Japanese authorities on the island of Okinawa busted four sailors late Sunday for allegedly boozy and boorish behavior, the latest scandal to roil California-based Naval Special Warfare Command.

“Four Naval Special Warfare Command service members were arrested in Okinawa and are being detained for various charges. The incident is still under investigation," said command spokesman Lt. Matthew Stroup in an email to Navy Times.

According to the Okinawa Times on Tuesday, at least three sailors — one of them shirtless — entered a tavern in the coastal resort village of Onna around 9 p.m. local time Sunday and demanded info about a “strip bar.”

The service members were “out of control” and threw things around the restaurant before fleeing when they heard a police siren, a 25-year-old manager told the newspaper.

A police officer chased down one sailor who was accused of trespassing on private property and by 11:30 p.m. three other service members were apprehended and charged with obstructing police duties because they allegedly began pounding on a patrol car, according to Okinawa Times.

In the wake of the arrests, Fleet Activities Okinawa spokesman Robert Purdy referred Navy Times to Japanese police, who could not be reached for comment late Tuesday night local time.

“The Navy is cooperating fully with the Japanese investigation,” Purdy added in an email.

It was not immediately clear if the sailor allegedly engaged in what the Okinawa newspaper called a home invasion was tied to the incident involving the other three personnel but it reported that they all were from a Hawaii-based Navy command.

Naval Special Warfare Group 3 is a tenant at Naval Station Pearl Harbor and it includes SEAL Delivery Vehicle Team 1.

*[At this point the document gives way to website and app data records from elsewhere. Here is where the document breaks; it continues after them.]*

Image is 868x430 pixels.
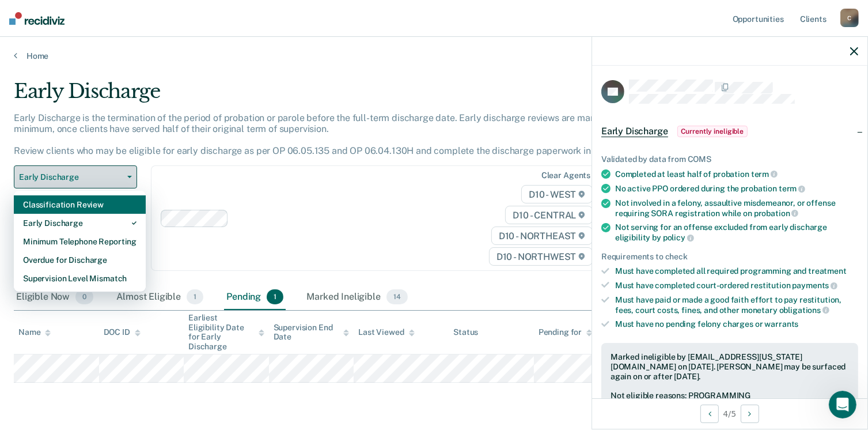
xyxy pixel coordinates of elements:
span: D10 - WEST [521,185,593,203]
div: Completed at least half of probation [615,169,858,179]
button: Previous Opportunity [701,404,719,422]
div: Must have paid or made a good faith effort to pay restitution, fees, court costs, fines, and othe... [615,295,858,314]
div: Validated by data from COMS [601,154,858,164]
span: 0 [75,289,93,304]
span: Early Discharge [19,172,122,182]
div: Marked Ineligible [304,284,409,310]
span: treatment [808,266,847,276]
div: Requirements to check [601,252,858,262]
div: Must have completed all required programming and [615,266,858,276]
div: Marked ineligible by [EMAIL_ADDRESS][US_STATE][DOMAIN_NAME] on [DATE]. [PERSON_NAME] may be surfa... [610,352,849,381]
span: obligations [779,306,829,314]
div: Status [453,327,478,337]
div: Last Viewed [358,327,414,337]
div: Supervision End Date [273,323,349,342]
div: Minimum Telephone Reporting [23,232,137,251]
div: Overdue for Discharge [23,251,137,269]
div: Early Discharge [14,79,664,112]
div: Pending [224,284,286,310]
div: Earliest Eligibility Date for Early Discharge [189,313,265,351]
div: Not serving for an offense excluded from early discharge eligibility by [615,222,858,242]
div: Pending for [539,327,592,337]
div: Must have no pending felony charges or [615,319,858,329]
div: Not eligible reasons: PROGRAMMING [610,390,849,401]
div: Early DischargeCurrently ineligible [592,113,867,150]
div: C [840,9,858,27]
span: Early Discharge [601,126,668,137]
span: 14 [386,289,408,304]
span: term [751,170,777,178]
div: Supervision Level Mismatch [23,269,137,287]
div: Name [18,327,51,337]
div: Must have completed court-ordered restitution [615,280,858,291]
button: Next Opportunity [741,404,759,422]
span: policy [663,232,694,242]
span: D10 - NORTHEAST [491,226,593,245]
div: Not involved in a felony, assaultive misdemeanor, or offense requiring SORA registration while on [615,198,858,217]
a: Home [14,51,854,61]
img: Recidiviz [9,12,64,25]
span: term [778,184,805,193]
span: Currently ineligible [677,126,748,137]
div: Early Discharge [23,214,137,232]
span: D10 - NORTHWEST [489,247,593,265]
div: DOC ID [104,327,141,337]
p: Early Discharge is the termination of the period of probation or parole before the full-term disc... [14,112,633,157]
span: warrants [765,319,799,328]
div: Classification Review [23,196,137,214]
div: 4 / 5 [592,398,867,429]
div: Eligible Now [14,284,96,310]
span: 1 [187,289,203,304]
iframe: Intercom live chat [828,390,856,418]
div: No active PPO ordered during the probation [615,183,858,193]
span: probation [754,209,799,217]
div: Almost Eligible [114,284,206,310]
span: 1 [267,289,284,304]
span: payments [792,280,838,290]
div: Clear agents [541,170,591,180]
span: D10 - CENTRAL [505,206,593,224]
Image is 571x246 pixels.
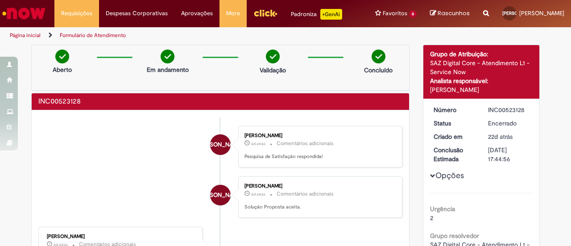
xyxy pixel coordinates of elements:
time: 23/09/2025 11:24:55 [251,191,265,197]
span: 6d atrás [251,191,265,197]
dt: Conclusão Estimada [427,145,482,163]
span: Rascunhos [438,9,470,17]
div: [PERSON_NAME] [47,234,195,239]
span: More [226,9,240,18]
span: Aprovações [181,9,213,18]
p: Validação [260,66,286,74]
div: [DATE] 17:44:56 [488,145,529,163]
div: Jonny Felix Cassemiro de Oliveira [210,185,231,205]
div: Jonny Felix Cassemiro de Oliveira [210,134,231,155]
span: Favoritos [383,9,407,18]
a: Página inicial [10,32,41,39]
a: Rascunhos [430,9,470,18]
span: 2 [430,214,433,222]
ul: Trilhas de página [7,27,374,44]
img: check-circle-green.png [266,50,280,63]
div: INC00523128 [488,105,529,114]
small: Comentários adicionais [277,190,334,198]
div: Encerrado [488,119,529,128]
p: Pesquisa de Satisfação respondida! [244,153,393,160]
span: 6d atrás [251,141,265,146]
dt: Status [427,119,482,128]
span: [PERSON_NAME] [519,9,564,17]
dt: Criado em [427,132,482,141]
p: Em andamento [147,65,189,74]
dt: Número [427,105,482,114]
h2: INC00523128 Histórico de tíquete [38,98,81,106]
b: Grupo resolvedor [430,231,479,240]
b: Urgência [430,205,455,213]
span: [PERSON_NAME] [502,10,537,16]
a: Formulário de Atendimento [60,32,126,39]
div: 08/09/2025 08:39:05 [488,132,529,141]
span: 6 [409,10,417,18]
img: ServiceNow [1,4,47,22]
img: click_logo_yellow_360x200.png [253,6,277,20]
div: [PERSON_NAME] [244,183,393,189]
p: Concluído [364,66,393,74]
small: Comentários adicionais [277,140,334,147]
p: Aberto [53,65,72,74]
p: Solução Proposta aceita. [244,203,393,211]
time: 23/09/2025 11:25:59 [251,141,265,146]
div: [PERSON_NAME] [244,133,393,138]
div: Grupo de Atribuição: [430,50,533,58]
div: Padroniza [291,9,342,20]
span: [PERSON_NAME] [198,184,243,206]
img: check-circle-green.png [161,50,174,63]
time: 08/09/2025 08:39:05 [488,132,513,141]
div: Analista responsável: [430,76,533,85]
div: SAZ Digital Core - Atendimento L1 - Service Now [430,58,533,76]
span: [PERSON_NAME] [198,134,243,155]
img: check-circle-green.png [55,50,69,63]
p: +GenAi [320,9,342,20]
img: check-circle-green.png [372,50,385,63]
div: [PERSON_NAME] [430,85,533,94]
span: Despesas Corporativas [106,9,168,18]
span: 22d atrás [488,132,513,141]
span: Requisições [61,9,92,18]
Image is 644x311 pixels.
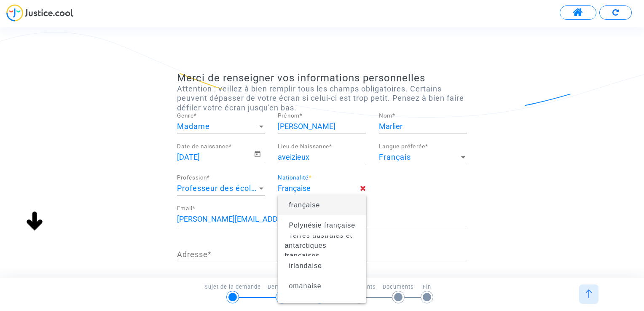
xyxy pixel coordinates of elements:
img: Recommencer le formulaire [612,9,619,15]
span: française [289,201,320,209]
span: irlandaise [289,263,322,269]
button: Accéder à mon espace utilisateur [560,6,596,20]
span: Terres australes et antarctiques françaises [285,232,352,260]
img: jc-logo.svg [6,4,73,22]
span: rwandaise [289,303,323,310]
span: Polynésie française [289,222,355,229]
span: omanaise [289,283,321,290]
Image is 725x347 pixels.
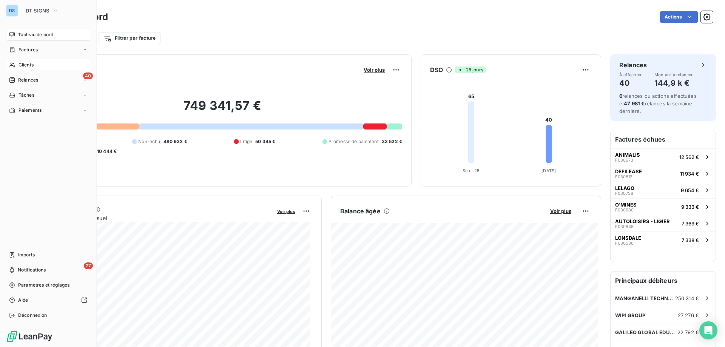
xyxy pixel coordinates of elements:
h6: Factures échues [611,130,716,148]
span: 9 333 € [681,204,699,210]
span: 47 981 € [624,100,645,107]
span: Paiements [19,107,42,114]
span: 50 345 € [255,138,275,145]
div: DS [6,5,18,17]
span: MANGANELLI TECHNOLOGY [615,295,675,301]
button: Voir plus [275,208,297,215]
span: Voir plus [277,209,295,214]
span: F030813 [615,174,633,179]
span: Notifications [18,267,46,273]
span: -25 jours [455,66,485,73]
button: LONSDALEF0305367 338 € [611,232,716,248]
span: Imports [18,252,35,258]
span: Tableau de bord [18,31,53,38]
span: À effectuer [619,73,642,77]
button: ANIMALISF03067312 562 € [611,148,716,165]
span: 9 654 € [681,187,699,193]
span: ANIMALIS [615,152,640,158]
span: DT SIGNS [26,8,49,14]
h4: 40 [619,77,642,89]
span: Litige [240,138,252,145]
button: O'MINESF0306809 333 € [611,198,716,215]
span: Tâches [19,92,34,99]
span: 7 369 € [682,221,699,227]
tspan: [DATE] [542,168,556,173]
span: 22 792 € [678,329,699,335]
button: Voir plus [361,66,387,73]
button: LELAGOF0307589 654 € [611,182,716,198]
button: AUTOLOISIRS - LIGIERF0308457 369 € [611,215,716,232]
span: GALILEO GLOBAL EDUCATION FRANCE DEVELOPPEMENT 1 [615,329,678,335]
span: Aide [18,297,28,304]
span: Relances [18,77,38,83]
span: WIPI GROUP [615,312,646,318]
span: 27 [84,262,93,269]
span: 27 276 € [678,312,699,318]
a: Aide [6,294,90,306]
span: Chiffre d'affaires mensuel [43,214,272,222]
span: relances ou actions effectuées et relancés la semaine dernière. [619,93,697,114]
span: -10 444 € [95,148,117,155]
span: 40 [83,73,93,79]
button: Voir plus [548,208,574,215]
h6: DSO [430,65,443,74]
button: Filtrer par facture [99,32,161,44]
span: AUTOLOISIRS - LIGIER [615,218,670,224]
span: O'MINES [615,202,637,208]
span: 12 562 € [679,154,699,160]
h2: 749 341,57 € [43,98,402,121]
h6: Relances [619,60,647,69]
span: Clients [19,62,34,68]
button: DEFILEASEF03081311 934 € [611,165,716,182]
span: F030536 [615,241,634,245]
div: Open Intercom Messenger [699,321,718,340]
h4: 144,9 k € [655,77,693,89]
span: F030845 [615,224,634,229]
span: Non-échu [138,138,160,145]
span: DEFILEASE [615,168,642,174]
span: 250 314 € [675,295,699,301]
span: 33 522 € [382,138,402,145]
span: LELAGO [615,185,635,191]
span: 7 338 € [682,237,699,243]
span: 11 934 € [680,171,699,177]
button: Actions [660,11,698,23]
span: Déconnexion [18,312,47,319]
span: Voir plus [364,67,385,73]
tspan: Sept. 25 [463,168,480,173]
h6: Principaux débiteurs [611,272,716,290]
span: 480 932 € [164,138,187,145]
span: Voir plus [550,208,571,214]
span: Montant à relancer [655,73,693,77]
span: F030758 [615,191,633,196]
span: 6 [619,93,622,99]
span: Promesse de paiement [329,138,379,145]
h6: Balance âgée [340,207,381,216]
span: Paramètres et réglages [18,282,69,289]
img: Logo LeanPay [6,330,53,343]
span: LONSDALE [615,235,641,241]
span: F030680 [615,208,634,212]
span: F030673 [615,158,633,162]
span: Factures [19,46,38,53]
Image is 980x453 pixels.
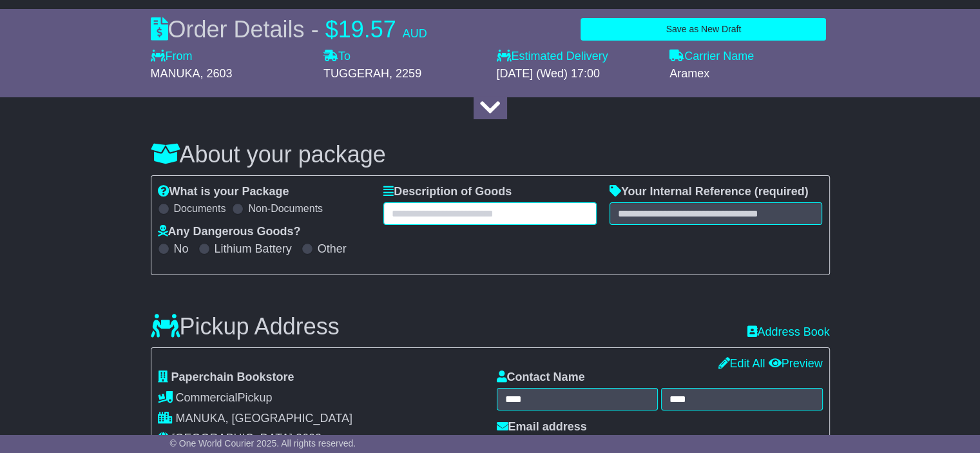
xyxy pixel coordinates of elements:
label: Carrier Name [669,50,754,64]
label: Email address [497,420,587,434]
label: From [151,50,193,64]
label: Contact Name [497,371,585,385]
span: Commercial [176,391,238,404]
div: Pickup [158,391,484,405]
label: No [174,242,188,256]
span: MANUKA [151,67,200,80]
span: 19.57 [338,16,396,43]
label: Your Internal Reference (required) [610,185,808,199]
span: Paperchain Bookstore [171,371,295,384]
span: , 2259 [389,67,421,80]
label: What is your Package [158,185,289,199]
div: Aramex [669,67,830,81]
span: 2603 [295,432,321,444]
span: [GEOGRAPHIC_DATA] [172,432,292,444]
span: , 2603 [200,67,233,80]
div: Order Details - [151,15,427,43]
a: Edit All [718,357,765,370]
label: Any Dangerous Goods? [158,225,301,239]
a: Address Book [747,325,829,340]
div: [DATE] (Wed) 17:00 [497,67,657,81]
label: Lithium Battery [214,242,292,256]
span: © One World Courier 2025. All rights reserved. [170,439,356,449]
a: Preview [768,357,822,370]
span: TUGGERAH [324,67,389,80]
span: MANUKA, [GEOGRAPHIC_DATA] [176,412,352,425]
span: $ [325,16,338,43]
label: Estimated Delivery [497,50,657,64]
label: Non-Documents [248,202,323,215]
button: Save as New Draft [581,18,826,40]
label: Documents [174,202,226,215]
label: Description of Goods [383,185,511,199]
h3: Pickup Address [151,314,339,340]
label: To [324,50,350,64]
span: AUD [402,27,427,40]
h3: About your package [151,142,830,168]
label: Other [318,242,347,256]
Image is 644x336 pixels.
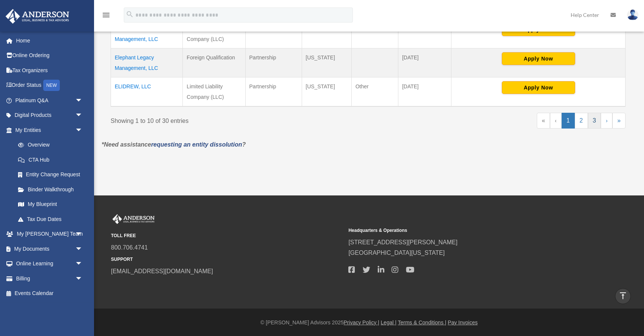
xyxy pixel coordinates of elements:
img: Anderson Advisors Platinum Portal [111,214,156,224]
a: 1 [562,113,575,128]
td: [DATE] [398,48,451,77]
td: Partnership [245,77,302,107]
td: [US_STATE] [302,77,351,107]
div: Showing 1 to 10 of 30 entries [110,113,362,126]
td: Foreign Qualification [183,48,245,77]
i: menu [102,10,110,20]
td: Holding [351,20,398,48]
a: My Entitiesarrow_drop_down [6,122,90,137]
div: NEW [43,80,60,91]
button: Apply Now [502,52,575,65]
td: Limited Liability Company (LLC) [183,20,245,48]
a: Events Calendar [6,286,94,301]
td: Elephant Legacy Management, LLC [111,48,183,77]
button: Apply Now [502,81,575,94]
a: 3 [588,113,601,128]
a: Binder Walkthrough [10,182,90,197]
a: Terms & Conditions | [398,319,446,326]
a: 2 [575,113,588,128]
a: My [PERSON_NAME] Teamarrow_drop_down [6,227,94,242]
a: Legal | [380,319,397,326]
a: CTA Hub [10,152,90,168]
a: [EMAIL_ADDRESS][DOMAIN_NAME] [111,268,213,274]
a: Home [6,33,94,48]
em: *Need assistance ? [102,141,245,148]
a: Tax Organizers [6,63,94,78]
a: Online Ordering [6,48,94,63]
a: Tax Due Dates [10,211,90,227]
span: arrow_drop_down [75,93,90,108]
a: Next [601,113,612,128]
td: [DATE] [398,77,451,107]
td: [US_STATE] [302,48,351,77]
td: ELIDREW, LLC [111,77,183,107]
td: Limited Liability Company (LLC) [183,77,245,107]
span: arrow_drop_down [75,241,90,256]
div: © [PERSON_NAME] Advisors 2025 [94,318,644,327]
span: arrow_drop_down [75,122,90,138]
td: Elephant Legacy Management, LLC [111,20,183,48]
a: Last [612,113,626,128]
a: Overview [10,137,87,152]
a: Order StatusNEW [6,78,94,93]
img: User Pic [627,10,638,20]
a: Entity Change Request [10,168,90,182]
td: Partnership [245,20,302,48]
a: Online Learningarrow_drop_down [6,256,94,271]
td: Other [351,77,398,107]
a: Pay Invoices [448,319,477,326]
span: arrow_drop_down [75,256,90,272]
a: Billingarrow_drop_down [6,271,94,286]
span: arrow_drop_down [75,271,90,287]
a: [STREET_ADDRESS][PERSON_NAME] [348,239,458,245]
small: Headquarters & Operations [348,227,581,234]
small: TOLL FREE [111,232,343,240]
td: Partnership [245,48,302,77]
a: menu [102,13,110,20]
a: My Blueprint [10,197,90,212]
img: Anderson Advisors Platinum Portal [3,9,71,24]
a: My Documentsarrow_drop_down [6,241,94,256]
a: requesting an entity dissolution [151,141,242,148]
a: Previous [550,113,562,128]
i: vertical_align_top [618,291,628,300]
a: Privacy Policy | [344,319,380,326]
td: [US_STATE] [302,20,351,48]
span: arrow_drop_down [75,227,90,242]
span: arrow_drop_down [75,108,90,123]
i: search [126,10,134,18]
a: Platinum Q&Aarrow_drop_down [6,93,94,108]
small: SUPPORT [111,256,343,264]
a: Digital Productsarrow_drop_down [6,108,94,123]
td: [DATE] [398,20,451,48]
a: 800.706.4741 [111,245,148,251]
a: vertical_align_top [615,288,631,304]
a: [GEOGRAPHIC_DATA][US_STATE] [348,249,445,256]
a: First [537,113,550,128]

SEAL delivery teams operate from small submerged vehicles launched from special platforms mounted on submarines called dry deck shelters. Navy divers help deploy and recover the vehicles from the subs.

Naval Special Warfare’s Stroup declined to elaborate on the incident or reveal the duties of the arrested sailors, except to say that the command would not name the suspects.

"We do not publicly identify our personnel due to the sensitive nature of their work, and for the protection of current and future missions, their teammates, and their families,” he wrote.

But Okinawa police already had released a statement identifying the alleged trespasser as Desmond Ruffin, 23; and Mark Elam, 30; Colter Krebill, 21; and Todd Casselman, 23, as the sailors collared for clobbering the police cruiser, Stars and Stripes reported.

The Tuesday reports about the four sailors came hours before the Pentagon announced that Chief of Naval Operations Adm. Mike Gilday decided to demote Special Warfare Operator Chief Edward “Eddie” Gallagher to petty officer first class for posing for a photo next to a dead Iraqi detainee in 2017.

Facing an automatic reduction to the pay grade of E-1, the former chief of SEAL Team 7′s Alpha Platoon had sought clemency from Gilday, and he partly granted it.

Acquitted of all serious charges by a panel of his peers on July 3 in San Diego, Gallagher’s case had been dogged by allegations of misconduct by prosecutors, Naval Criminal Investigate Service agents and superiors at Naval Special Warfare, which has been embroiled in a string of SEAL scandals for more than a year.

Shortly after a boozy July 4 party in Iraq, all members of SEAL Team 7′s Foxtrot Platoon were booted from Iraq and sent home to Coronado, with allegations of sexual assault, fraternization and other complaints trailing in their wake.

Their eviction and another scandal in Yemen triggered the firings of SEAL Team 7′s command triad on Sept. 6, but a pair of complaints filed with the Department of Defense Inspector General accused Naval Special Warfare commander Rear Adm. Collin Green of “duplicitous actions" that were "done in an attempt to bolster his own reputation and protect his own career” while a string of public scandals involving SEALs played out.

They included a SEAL Team 6 petty officer accused of going online to catfish a trio of women, who sent him racy photos; an internal SEAL probe that uncovered cocaine abuse and lax drug testing at SEAL Team 10; and the ongoing prosecution of another SEAL for his role in the homicide of a Green Beret in Mali.

On Aug. 20, Green issued a four-page “back to basics” directive designed to shore up shoddy conduct, restore moral accountability and create better leaders in his ranks of special operators.

In that “Call to Action” memo, Green conceded that a portion of his force was “ethically misaligned” with traditional SEAL discipline and also had "drifted from our Navy core values of Honor, Courage and Commitment” partly “due to a lack of action at all levels of Leadership.”

Courtney Mabeus-Brown is the senior reporter at Air Force Times. She is an award-winning journalist who previously covered the military for Navy Times and The Virginian-Pilot in Norfolk, Va., where she first set foot on an aircraft carrier. Her work has also appeared in The New York Times, The Washington Post, Foreign Policy and more.